Sister Pat Russell

SrPatR-profile

The Tennessee Register reporter Andy Telli wrote a beautiful tribute to Salvatorian Sister Pat Russell as she bid farewell to Tennessee and the Diocese of Nashville in 2016. Sr. Pat was returning to Milwaukee after serving 13 years as the business manager for St. Thomas Aquinas Church in Cookeville, Tenn.

As the only Salvatorian Sister serving in the Nashville Diocese, Sr. Pat felt she was missing out on community life and said, “I’ve been living on my own for 13 years. It’s time for me to go back to a community setting.”

The decision wasn’t easy. “I really loved Tennessee,” Sr. Pat said. “There’s something about being in a mission diocese. The people are really connected to one another when you have only one Catholic Church in town.”

Sister Pat grew up in Corning, N.Y. After two years of college, she moved to Washington, D.C. in 1972. She got a secretarial job with the U.S. Department of Justice. Amid the Watergate and Iran-Contra scandals, Sr. Pat said, “it was an exciting time.”

When thoughts about religious life crept in, Sr. Pat told herself they’d go away. When they didn’t, she began writing to religious orders, hoping to be assured “this is not for me.” A letter she wrote to the Sisters of the Divine Savior resulted in a visit to attend a retreat. Sr. Pat recalls, “I was really touched by the people and the spirituality.” She also remembers  the Salvatorians seemed to ask more about her and less about what she could do for them.

Sr. Pat entered the Salvatorian community in August 1979 and took her first vows in 1982. She was working as secretary for an urban parish and taking on new responsibilities. Her pastor encouraged her to go back to school to earn a degree in business or parish finances. She made her final vows in 1988 and graduated from Marquette University in Milwaukee with a degree in business administration in 1989.

The Tennessee Register story shared about other of Sr. Pat’s ministries over the years, including business manager for Sr. Francis Xavier Church in Birmingham, Ala. She also served as sponsorship coordinator for the Salvatorian Province, working with lay administrators and staff at the institutions sponsored by the Salvatorian Sisters. That ministry included leading workshops about the Salvatorian mission and charism to ensure they would continue to guide the decisions that impact the people served by those institutions.

Sr. Pat said, “We believe Catholic sponsorship is important. Our charism to be deeply rooted in Jesus is important. We don’t want to lose that.”

Sr. Pat also served as province treasurer while she was earning a master’s in business administration from the University of Wisconsin-Milwaukee. Her finance background was a good fit when St. Thomas Aquinas in Cookeville was seeking a parish business manager in 2003. The parish was in the process of building a new church, and pastor Salvatorian Father Peter Coffey wanted Sr. Pat to move things along and make sure all financial policies and procedures were up to snuff.

Building the new church made it an interesting and exciting time for Sr. Pat to be serving there. Over the years, she took on more ministries, including helping with religious education classes and sacramental preparation for adults and children.

One year since departing St. Thomas Aquinas, Sr. Pat begins a new ministry serving in the parish office at St. Catherine Catholic Church in Milwaukee. The parish’s school is one of nine launched under the Seton Catholic Schools banner last fall. Seton Catholic Schools is an initiative to improve education outcomes in urban Catholic schools that serve families with scarce socio-economic resources. Sounds like Sr. Pat could be in for more interesting and exciting times.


PROBLEM REQUIREMENTS: Please restate the records below verbatim, omitting every image they hold.

(Figure content listings)
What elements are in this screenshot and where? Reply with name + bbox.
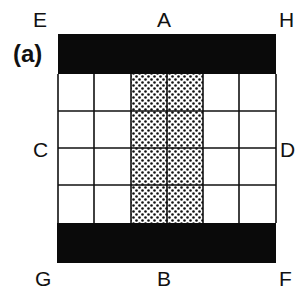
top-black-band <box>58 34 276 74</box>
grid-lines <box>58 74 276 223</box>
bottom-black-band <box>57 223 276 263</box>
grid-diagram <box>0 0 302 295</box>
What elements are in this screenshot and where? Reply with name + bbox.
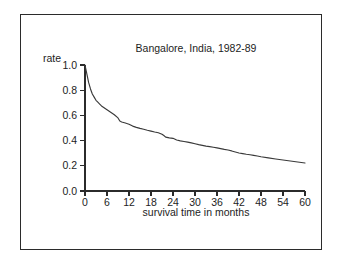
- x-tick-label: 18: [145, 196, 157, 208]
- y-tick-label: 0.2: [62, 159, 77, 171]
- x-tick-label: 6: [104, 196, 110, 208]
- x-tick-label: 0: [82, 196, 88, 208]
- x-axis-tick-labels: 0 6 12 18 24 30 36 42 48 54 60: [82, 196, 311, 208]
- y-tick-label: 1.0: [62, 59, 77, 71]
- x-tick-label: 42: [233, 196, 245, 208]
- y-axis-tick-labels: 0.0 0.2 0.4 0.6 0.8 1.0: [62, 59, 77, 197]
- y-tick-label: 0.8: [62, 84, 77, 96]
- x-tick-label: 36: [211, 196, 223, 208]
- x-tick-label: 30: [189, 196, 201, 208]
- x-tick-label: 60: [299, 196, 311, 208]
- x-tick-label: 12: [123, 196, 135, 208]
- x-tick-label: 54: [277, 196, 289, 208]
- survival-curve-line: [85, 65, 305, 163]
- x-tick-label: 24: [167, 196, 179, 208]
- y-tick-label: 0.0: [62, 185, 77, 197]
- chart-title: Bangalore, India, 1982-89: [136, 42, 257, 54]
- y-tick-label: 0.6: [62, 109, 77, 121]
- y-axis-ticks: [80, 65, 85, 191]
- survival-chart: Bangalore, India, 1982-89 rate survival …: [0, 0, 342, 263]
- figure-root: Bangalore, India, 1982-89 rate survival …: [0, 0, 342, 263]
- y-axis-label: rate: [43, 52, 61, 64]
- x-tick-label: 48: [255, 196, 267, 208]
- y-tick-label: 0.4: [62, 134, 77, 146]
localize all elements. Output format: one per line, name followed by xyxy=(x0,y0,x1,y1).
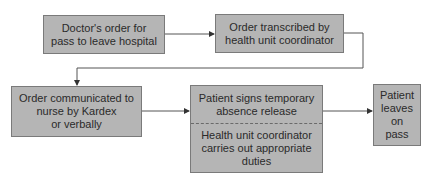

EXERCISE ANSWER:
What elements are in this screenshot and where? Reply with name + bbox.
top-black-band <box>58 34 276 74</box>
grid-lines <box>58 74 276 223</box>
bottom-black-band <box>57 223 276 263</box>
grid-diagram <box>0 0 302 295</box>
What elements are in this screenshot and where? Reply with name + bbox.
- x-tick-label: 18: [145, 196, 157, 208]
- y-tick-label: 0.2: [62, 159, 77, 171]
- x-tick-label: 6: [104, 196, 110, 208]
- x-tick-label: 0: [82, 196, 88, 208]
- x-axis-tick-labels: 0 6 12 18 24 30 36 42 48 54 60: [82, 196, 311, 208]
- y-tick-label: 1.0: [62, 59, 77, 71]
- x-tick-label: 42: [233, 196, 245, 208]
- y-axis-tick-labels: 0.0 0.2 0.4 0.6 0.8 1.0: [62, 59, 77, 197]
- y-tick-label: 0.8: [62, 84, 77, 96]
- x-tick-label: 36: [211, 196, 223, 208]
- x-tick-label: 30: [189, 196, 201, 208]
- x-tick-label: 60: [299, 196, 311, 208]
- x-tick-label: 12: [123, 196, 135, 208]
- x-tick-label: 54: [277, 196, 289, 208]
- survival-curve-line: [85, 65, 305, 163]
- x-tick-label: 24: [167, 196, 179, 208]
- y-tick-label: 0.0: [62, 185, 77, 197]
- chart-title: Bangalore, India, 1982-89: [136, 42, 257, 54]
- y-tick-label: 0.6: [62, 109, 77, 121]
- y-axis-ticks: [80, 65, 85, 191]
- survival-chart: Bangalore, India, 1982-89 rate survival …: [0, 0, 342, 263]
- figure-root: Bangalore, India, 1982-89 rate survival …: [0, 0, 342, 263]
- y-axis-label: rate: [43, 52, 61, 64]
- x-tick-label: 48: [255, 196, 267, 208]
- y-tick-label: 0.4: [62, 134, 77, 146]
localize all elements. Output format: one per line, name followed by xyxy=(x0,y0,x1,y1).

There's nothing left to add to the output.